Meet the man creating a forest of food in far north Queensland
Richard Dinnen - Queensland Editor |

It takes Mike Gailer several minutes to list all the things he grows on his two-hectare block of land near Kuranda in far north Queensland.
It’s a mouth-watering recital of more than 50 varieties of fruit, including finger lime, durian, chocolate pudding fruit, mango, and longan.
And there’s six kinds of banana, all sorts of beans, spices, sweet potato, taro, and cassava, growing in what Mike hopes will one day become a self-sustaining forest of food.

“It’s something that I’ve borrowed from agroforestry. It’s called alley cropping.
“I plant my crops in curved rows that follow contour lines across the landscape.
“I’m collecting water in tiers of ditches, called swales. They’ve got overflows so when one is full it goes in to the next one, and then the next one.
“In between the swales, there are rows of leguminous plants that can fix nitrogen in the air.
“They get chopped and dropped the whole time, and their foliage is used on the rows with the crops as a mulch, transferring their nitrogen onto the crop row.”
This arrangement makes best use of water and eliminates the need for chemical fertilisers.
Mike moved to far north Queensland from Austria 14 years ago.
He wanted somewhere tropical where he could become one of the locals and grow his own food.

“I definitely grow a lot of food here for myself, but I grow more than that so there might be some commercial avenues to sell some produce.
“I’ve also got an idea to produce a value-added product, chocolate coated dried exotic fruit.”
Mike bought the land three years ago, balancing his full-time job as environmental supervisor at the nearby Skyrail Rainforest Cableway with getting the farm started.
“Up to about 50 years ago, it was all cleared for cattle grazing, and then it was reclaimed by the forest over time.
“In some areas, there was quite a lot of weed intrusion, especially lantana. It took me a long time to clear the worst of it. I think I’ve got rid of about 80 per cent of it, mostly by hand.”
Alongside the physical work, there’s been an impressive amount of research and thinking.
Native plants and rainforest trees sustain food crops by nitrogen transfer, and there’s a stand of trees as a windbreak against cyclones, an ever-present possibility during the summer months.
And Mike’s looking for ways to get the wallabies, bandicoots, and scrub turkeys working with him, rather than digging up or eating some of his tastiest crops.
“I’m not exactly farming in the same way as the forest would rejuvenate.
“Would I have to plant hundreds of trees and accept a certain percentage of tree mortality?
“Or how do you farm so you can incorporate those native animals? That’s my ongoing challenge.”

Mike does not subscribe to any one of the schools of regenerative agriculture, borrowing a bit from agroforestry, permaculture, and syntropic farming, adding his own insights and methods.
As Mike Gaia, he shares his ideas, and his questions, with thousands of people on his Gaia’s Garden in Kuranda YouTube channel.
“I’m trying to figure out how you create some sort of production system that eventually becomes self-sustaining, where you don’t have to do much anymore.
“It becomes like a natural process, where things just drop seeds everywhere and it becomes this wild food forest.
“This is probably the holy grail of permaculture.
“Mulching is one of those really essential parts, labour-intensive at first, but it will save you a lot of labour once you’ve got the soil covered.”
Long-term, Mike is working toward building a house, surrounded by his forest of edible things, a place where people come to learn and have community events.
“Working with plants, you’re out in the fresh air and the sun. That’s quite beneficial.
“You get a lot of rewards looking at things growing and being in touch with the fundamental basis of our life, which is the food that we grow and the soil it comes from.
“It’s definitely something that I want to keep doing. No matter how old I’m going to be, I’m always going to be in the garden.”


What you need to do: Every line below is to be given again precisely; images are to be left out.

Provided information:

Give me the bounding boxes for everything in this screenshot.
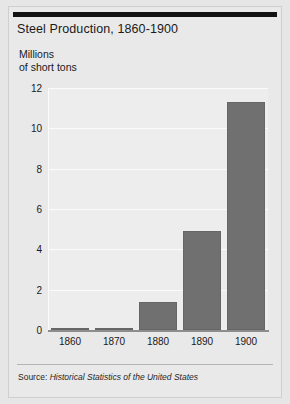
source-note: Source: Historical Statistics of the Uni… [18,372,198,382]
chart-figure: Steel Production, 1860-1900 Millions of … [0,0,290,404]
plot-area [48,88,268,330]
y-axis-tick-label: 10 [16,123,42,134]
source-divider-rule [17,364,273,365]
source-title: Historical Statistics of the United Stat… [50,372,198,382]
x-axis-tick-labels: 18601870188018901900 [48,336,268,352]
y-axis-tick-label: 12 [16,83,42,94]
bar [183,231,221,330]
source-prefix: Source: [18,372,47,382]
bar [139,302,177,330]
y-axis-unit-caption: Millions of short tons [19,48,77,74]
y-axis-tick-labels: 024681012 [14,88,42,330]
gridline [48,88,268,89]
y-axis-tick-label: 8 [16,163,42,174]
x-axis-tick-label: 1870 [103,336,125,347]
x-axis-tick-label: 1860 [59,336,81,347]
bar [227,102,265,330]
x-axis-line [48,330,269,332]
x-axis-tick-label: 1890 [191,336,213,347]
y-axis-unit-line-2: of short tons [19,61,77,74]
y-axis-tick-label: 0 [16,325,42,336]
top-divider-rule [13,12,277,17]
x-axis-tick-label: 1880 [147,336,169,347]
x-axis-tick-label: 1900 [235,336,257,347]
y-axis-tick-label: 4 [16,244,42,255]
y-axis-unit-line-1: Millions [19,48,77,61]
y-axis-tick-label: 6 [16,204,42,215]
chart-title: Steel Production, 1860-1900 [17,22,178,36]
y-axis-tick-label: 2 [16,284,42,295]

Result:
Give me the bounding boxes for everything in this screenshot.
source-note: Source: Historical Statistics of the Uni… [18,372,198,382]
chart-figure: Steel Production, 1860-1900 Millions of … [0,0,290,404]
plot-area [48,88,268,330]
y-axis-tick-label: 10 [16,123,42,134]
source-divider-rule [17,364,273,365]
source-title: Historical Statistics of the United Stat… [50,372,198,382]
x-axis-tick-labels: 18601870188018901900 [48,336,268,352]
y-axis-tick-label: 12 [16,83,42,94]
bar [183,231,221,330]
source-prefix: Source: [18,372,47,382]
bar [139,302,177,330]
y-axis-unit-caption: Millions of short tons [19,48,77,74]
y-axis-tick-labels: 024681012 [14,88,42,330]
gridline [48,88,268,89]
y-axis-tick-label: 8 [16,163,42,174]
x-axis-tick-label: 1870 [103,336,125,347]
x-axis-tick-label: 1860 [59,336,81,347]
bar [227,102,265,330]
x-axis-line [48,330,269,332]
x-axis-tick-label: 1890 [191,336,213,347]
y-axis-unit-line-2: of short tons [19,61,77,74]
y-axis-tick-label: 0 [16,325,42,336]
top-divider-rule [13,12,277,17]
x-axis-tick-label: 1880 [147,336,169,347]
x-axis-tick-label: 1900 [235,336,257,347]
y-axis-tick-label: 4 [16,244,42,255]
y-axis-unit-line-1: Millions [19,48,77,61]
y-axis-tick-label: 6 [16,204,42,215]
chart-title: Steel Production, 1860-1900 [17,22,178,36]
y-axis-tick-label: 2 [16,284,42,295]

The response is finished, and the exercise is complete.